I still remember the winter of 1993 when I was shopping medicines for my ailing mother. The street was buzzing with Ganpati bappa morya and on an impulse, I said if my mother survives the dark night, if I don’t take her to the hospital again, I will celebrate this festival as long as I can.
My mother was not confident of my undertaking this massive responsibility and advised I experiment with the existing idols at home for a few years before making commitments to the elephant God. So for the next few years, I allotted a specific to a specific space and worshiped him with regular puja morning and night for 10 days after which my driver, Pramod, a veteran with Ganesh God would immerse the idol into the sea.
By 1999 I had exhausted all the idols at home and immersed them into the sea and in 2000 my mother passed away in her sleep. In the same year, I was returning home from work late evening when I found a man selling Ganesha idols on the road. Without thinking I stopped the car and picked a small idol. My mother had gone but God had arrived home to bless me and has been coming ever since.

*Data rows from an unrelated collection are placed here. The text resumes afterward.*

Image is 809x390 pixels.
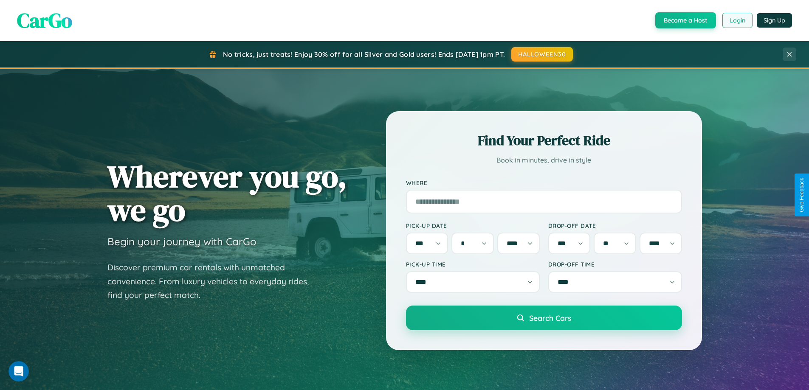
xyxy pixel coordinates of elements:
[8,361,29,382] iframe: Intercom live chat
[529,313,571,323] span: Search Cars
[655,12,716,28] button: Become a Host
[406,261,540,268] label: Pick-up Time
[107,261,320,302] p: Discover premium car rentals with unmatched convenience. From luxury vehicles to everyday rides, ...
[406,222,540,229] label: Pick-up Date
[511,47,573,62] button: HALLOWEEN30
[548,261,682,268] label: Drop-off Time
[406,179,682,186] label: Where
[722,13,752,28] button: Login
[107,235,256,248] h3: Begin your journey with CarGo
[107,160,347,227] h1: Wherever you go, we go
[548,222,682,229] label: Drop-off Date
[223,50,505,59] span: No tricks, just treats! Enjoy 30% off for all Silver and Gold users! Ends [DATE] 1pm PT.
[756,13,792,28] button: Sign Up
[798,178,804,212] div: Give Feedback
[406,131,682,150] h2: Find Your Perfect Ride
[406,306,682,330] button: Search Cars
[17,6,72,34] span: CarGo
[406,154,682,166] p: Book in minutes, drive in style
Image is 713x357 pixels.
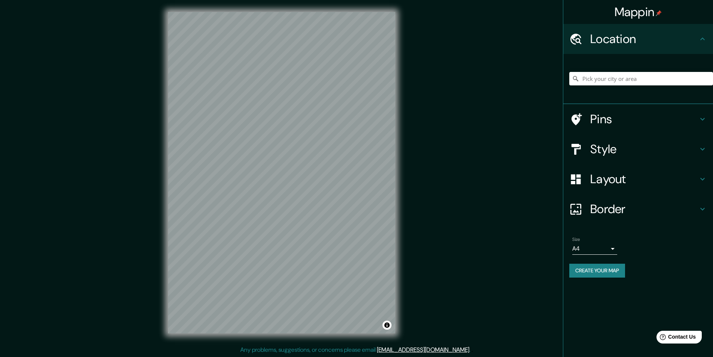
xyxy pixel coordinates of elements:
h4: Style [590,141,698,156]
p: Any problems, suggestions, or concerns please email . [240,345,470,354]
canvas: Map [168,12,395,333]
div: . [470,345,471,354]
h4: Border [590,201,698,216]
div: Style [563,134,713,164]
button: Toggle attribution [382,320,391,329]
h4: Mappin [614,4,662,19]
div: . [471,345,473,354]
h4: Location [590,31,698,46]
div: Border [563,194,713,224]
input: Pick your city or area [569,72,713,85]
h4: Layout [590,171,698,186]
button: Create your map [569,263,625,277]
a: [EMAIL_ADDRESS][DOMAIN_NAME] [377,345,469,353]
iframe: Help widget launcher [646,327,705,348]
h4: Pins [590,112,698,126]
div: Layout [563,164,713,194]
label: Size [572,236,580,242]
div: Pins [563,104,713,134]
div: Location [563,24,713,54]
img: pin-icon.png [656,10,662,16]
div: A4 [572,242,617,254]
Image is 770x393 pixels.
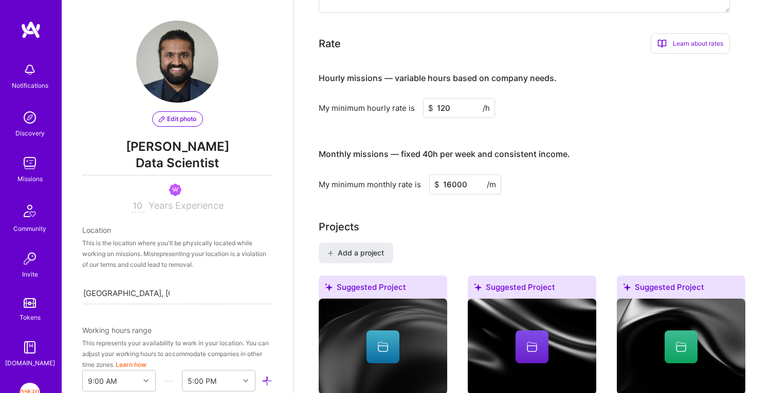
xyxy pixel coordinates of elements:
[434,179,439,190] span: $
[318,73,556,83] h4: Hourly missions — variable hours based on company needs.
[318,103,415,114] div: My minimum hourly rate is
[650,33,729,54] div: Learn about rates
[318,179,421,190] div: My minimum monthly rate is
[22,269,38,280] div: Invite
[327,248,383,258] span: Add a project
[623,284,630,291] i: icon SuggestedTeams
[15,128,45,139] div: Discovery
[159,116,165,122] i: icon PencilPurple
[327,251,333,256] i: icon PlusBlack
[187,376,216,387] div: 5:00 PM
[88,376,117,387] div: 9:00 AM
[318,243,393,264] button: Add a project
[486,179,496,190] span: /m
[318,276,447,303] div: Suggested Project
[82,238,272,270] div: This is the location where you'll be physically located while working on missions. Misrepresentin...
[423,98,495,118] input: XXX
[13,223,46,234] div: Community
[20,337,40,358] img: guide book
[169,184,181,196] img: Been on Mission
[143,379,148,384] i: icon Chevron
[116,360,146,370] button: Learn how
[429,175,501,195] input: XXX
[20,107,40,128] img: discovery
[20,312,41,323] div: Tokens
[136,21,218,103] img: User Avatar
[17,199,42,223] img: Community
[20,249,40,269] img: Invite
[318,149,570,159] h4: Monthly missions — fixed 40h per week and consistent income.
[474,284,481,291] i: icon SuggestedTeams
[163,376,174,387] i: icon HorizontalInLineDivider
[467,276,596,303] div: Suggested Project
[132,200,144,213] input: XX
[82,225,272,236] div: Location
[148,200,223,211] span: Years Experience
[616,276,745,303] div: Suggested Project
[243,379,248,384] i: icon Chevron
[428,103,433,114] span: $
[17,174,43,184] div: Missions
[482,103,490,114] span: /h
[24,298,36,308] img: tokens
[325,284,332,291] i: icon SuggestedTeams
[82,326,152,335] span: Working hours range
[5,358,55,369] div: [DOMAIN_NAME]
[657,39,666,48] i: icon BookOpen
[82,155,272,176] span: Data Scientist
[82,338,272,370] div: This represents your availability to work in your location. You can adjust your working hours to ...
[152,111,203,127] button: Edit photo
[82,139,272,155] span: [PERSON_NAME]
[20,60,40,80] img: bell
[318,219,359,235] div: Projects
[159,115,196,124] span: Edit photo
[318,36,341,51] div: Rate
[21,21,41,39] img: logo
[20,153,40,174] img: teamwork
[12,80,48,91] div: Notifications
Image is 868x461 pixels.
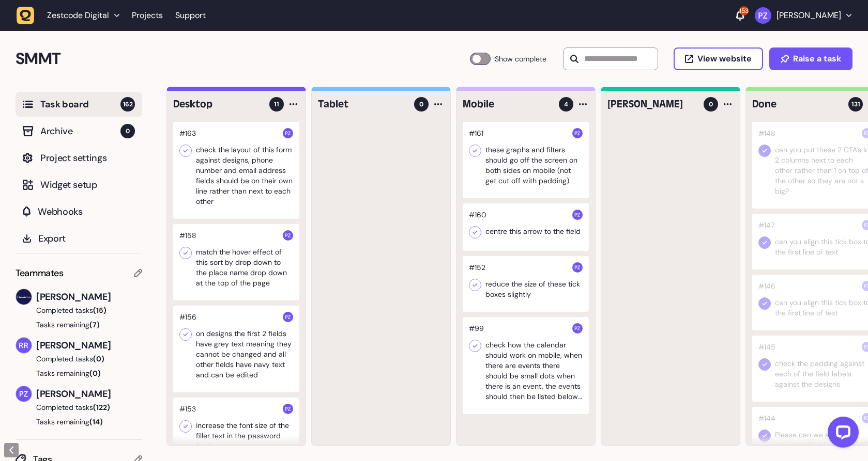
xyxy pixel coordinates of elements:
[16,305,134,315] button: Completed tasks(15)
[175,10,206,20] a: Support
[740,6,749,16] div: 153
[16,266,63,280] span: Teammates
[419,99,424,109] span: 0
[495,52,547,65] span: Show complete
[16,119,142,143] button: Archive0
[16,320,142,330] button: Tasks remaining(7)
[16,402,134,412] button: Completed tasks(122)
[709,99,713,109] span: 0
[16,354,134,364] button: Completed tasks(0)
[36,290,142,304] span: [PERSON_NAME]
[38,204,135,219] span: Webhooks
[752,97,841,112] h4: Done
[16,92,142,117] button: Task board162
[47,10,109,20] span: Zestcode Digital
[769,48,852,70] button: Raise a task
[573,210,583,220] img: Paris Zisis
[697,55,752,63] span: View website
[16,172,142,197] button: Widget setup
[852,99,860,109] span: 131
[40,178,135,193] span: Widget setup
[463,97,552,112] h4: Mobile
[16,369,142,379] button: Tasks remaining(0)
[16,200,142,224] button: Webhooks
[283,128,293,139] img: Paris Zisis
[283,312,293,322] img: Paris Zisis
[93,355,104,364] span: (0)
[564,99,568,109] span: 4
[274,99,279,109] span: 11
[89,369,101,378] span: (0)
[16,290,31,304] img: Harry Robinson
[93,403,110,412] span: (122)
[40,151,135,165] span: Project settings
[89,417,103,427] span: (14)
[16,46,470,71] h2: SMMT
[40,124,121,139] span: Archive
[16,417,142,427] button: Tasks remaining(14)
[93,306,107,315] span: (15)
[776,10,841,20] p: [PERSON_NAME]
[573,323,583,333] img: Paris Zisis
[16,226,142,251] button: Export
[318,97,407,112] h4: Tablet
[283,230,293,241] img: Paris Zisis
[16,6,125,25] button: Zestcode Digital
[36,338,142,353] span: [PERSON_NAME]
[89,320,99,330] span: (7)
[16,387,31,402] img: Paris Zisis
[674,48,763,70] button: View website
[607,97,696,112] h4: Harry
[573,262,583,272] img: Paris Zisis
[16,146,142,171] button: Project settings
[819,412,863,456] iframe: LiveChat chat widget
[16,338,31,353] img: Riki-leigh Robinson
[573,128,583,139] img: Paris Zisis
[132,6,163,25] a: Projects
[36,387,142,402] span: [PERSON_NAME]
[793,55,841,63] span: Raise a task
[173,97,262,112] h4: Desktop
[38,232,135,246] span: Export
[40,97,121,112] span: Task board
[121,124,135,139] span: 0
[755,7,852,23] button: [PERSON_NAME]
[121,97,135,112] span: 162
[283,404,293,414] img: Paris Zisis
[755,7,772,23] img: Paris Zisis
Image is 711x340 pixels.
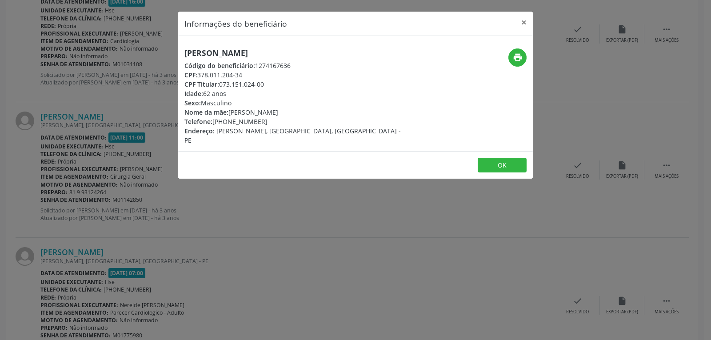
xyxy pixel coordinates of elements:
h5: [PERSON_NAME] [185,48,409,58]
span: Código do beneficiário: [185,61,255,70]
div: 62 anos [185,89,409,98]
div: [PERSON_NAME] [185,108,409,117]
span: CPF: [185,71,197,79]
span: Sexo: [185,99,201,107]
h5: Informações do beneficiário [185,18,287,29]
div: [PHONE_NUMBER] [185,117,409,126]
span: Nome da mãe: [185,108,229,117]
span: Telefone: [185,117,213,126]
span: Endereço: [185,127,215,135]
button: print [509,48,527,67]
span: CPF Titular: [185,80,219,88]
div: 073.151.024-00 [185,80,409,89]
i: print [513,52,523,62]
button: Close [515,12,533,33]
span: Idade: [185,89,203,98]
button: OK [478,158,527,173]
div: Masculino [185,98,409,108]
span: [PERSON_NAME], [GEOGRAPHIC_DATA], [GEOGRAPHIC_DATA] - PE [185,127,401,145]
div: 1274167636 [185,61,409,70]
div: 378.011.204-34 [185,70,409,80]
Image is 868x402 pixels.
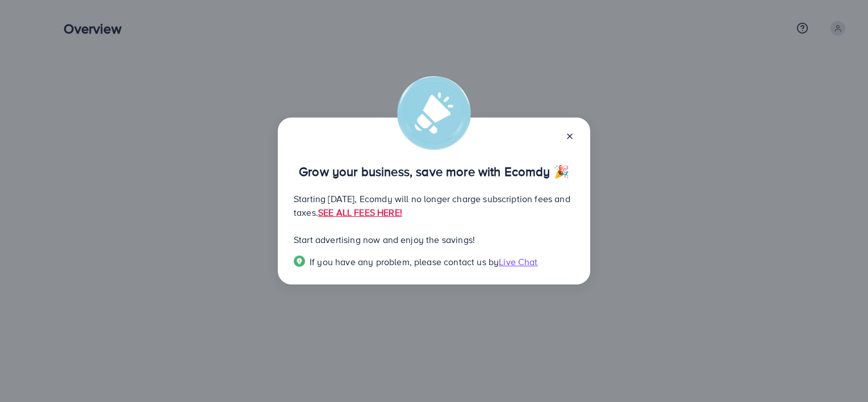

The years 2002 to 2007 are a blur. Every year on the eve of the festival I brought him home the previous night and like all growing children, he was always an inch taller than the previous year. He ate what I served him and went to bed when I was tired. Before leaving to work I offered him his pen and paper and I assume he loved his privacy and silence as much as I loved mine. In the evening we shared our day and load of work. I discovered he valued his privacy as much as I did. The neighbors got wind of my association with him only when I bid him farewell. Some of them came ahead for a closer look, asked questions, while others stepped aside and just stared at him. He has that aura. People always stand and stare when he passes by!